Issue (i): Whether the agricultural income from lands standing in the wife's name could be clubbed with the husband's income on the ground that the wife failed to establish independent sources for acquisition.
Analysis: The revisions concerned revised assessments made after the Commissioner inferred that the properties in the wife's name had been acquired out of the husband's income. The Court applied the principle underlying section 106 of the Evidence Act and held that the facts relating to the wife's independent source of funds were within her special knowledge. Mere reference to purchase deeds and mortgages was not enough to prove independent resources. In the absence of accounts, bank records, or other independent material showing the source of funds, an adverse inference against the wife was justified.
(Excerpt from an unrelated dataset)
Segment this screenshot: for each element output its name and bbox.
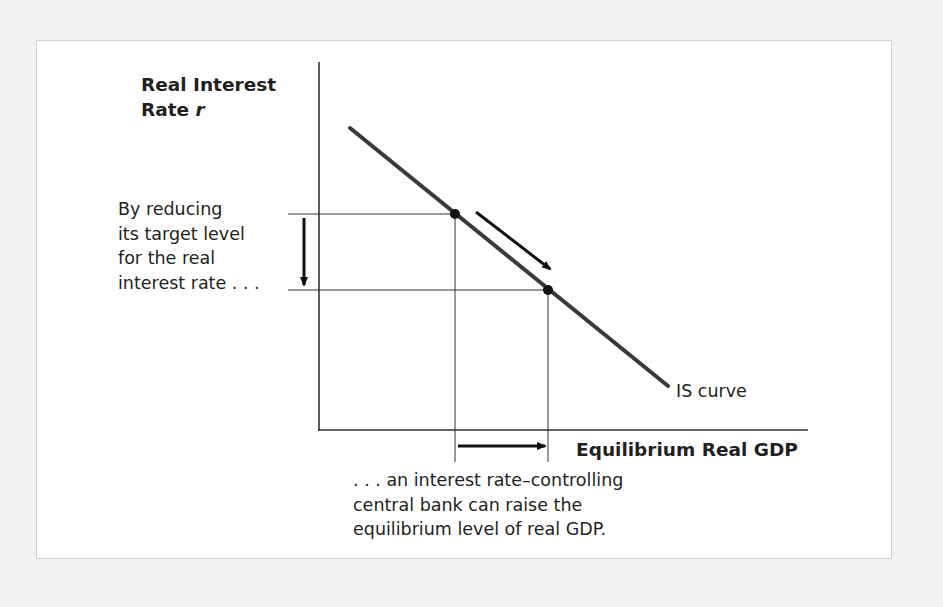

The Court held that the burden to establish that the properties and the resulting income were exclusively the wife's lay on the wife in these circumstances.
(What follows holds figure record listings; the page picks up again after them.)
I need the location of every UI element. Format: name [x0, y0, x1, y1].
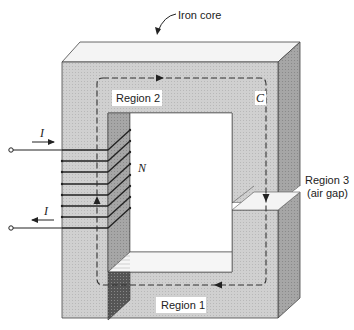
magnetic-circuit-diagram: Iron core Region 2 C Region 1 Region 3 (…: [0, 0, 354, 330]
label-turns-n: N: [137, 161, 147, 175]
label-current-in: I: [39, 126, 45, 140]
terminal-top: [9, 148, 13, 152]
window-inner-floor: [108, 252, 232, 272]
label-current-out: I: [43, 204, 49, 218]
core-top-face: [62, 42, 300, 62]
label-iron-core: Iron core: [178, 9, 221, 21]
label-region3-line2: (air gap): [307, 187, 348, 199]
iron-core-leader-arrowhead: [155, 27, 161, 35]
core-right-face-lower: [278, 192, 300, 318]
iron-core-leader: [158, 14, 176, 31]
label-region3-line1: Region 3: [305, 174, 349, 186]
lead-wires: [13, 150, 62, 228]
terminal-bottom: [9, 226, 13, 230]
core-right-face-upper: [278, 42, 300, 203]
label-region2: Region 2: [116, 92, 160, 104]
label-region1: Region 1: [161, 299, 205, 311]
window-opening: [130, 113, 232, 252]
label-path-c: C: [256, 91, 265, 105]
Conclusion: The clubbing of the income from the lands standing in the wife's name was upheld, and the assessee failed on this issue.
Issue (ii): Whether the income from the 50 cents of land settled by the wife's father prior to marriage could be clubbed with the husband's income.
Analysis: The 50 cents of land had been received by the wife from her father by settlement in 1951, before marriage, and that source was clearly independent of the husband. Although no satisfactory material was produced regarding the quantum of income from that land, the origin of title itself was established as the wife's separate property. On that footing, the income referable to that land could not be treated as the husband's income.
Conclusion: The income from the 50 cents of settled land was not liable to be clubbed with the husband's income, and this issue was decided in favour of the assessee.
Final Conclusion: The revisions succeeded only to the limited extent of excluding the income arising from the 50 cents of land settled on the wife by her father, while the revised assessment was otherwise sustained.
Ratio Decidendi: Where the source of acquisition is within the special knowledge of the assessee, the burden lies on that assessee to prove independent resources, and income from property proved to be separately acquired before marriage cannot be clubbed with the other spouse's income.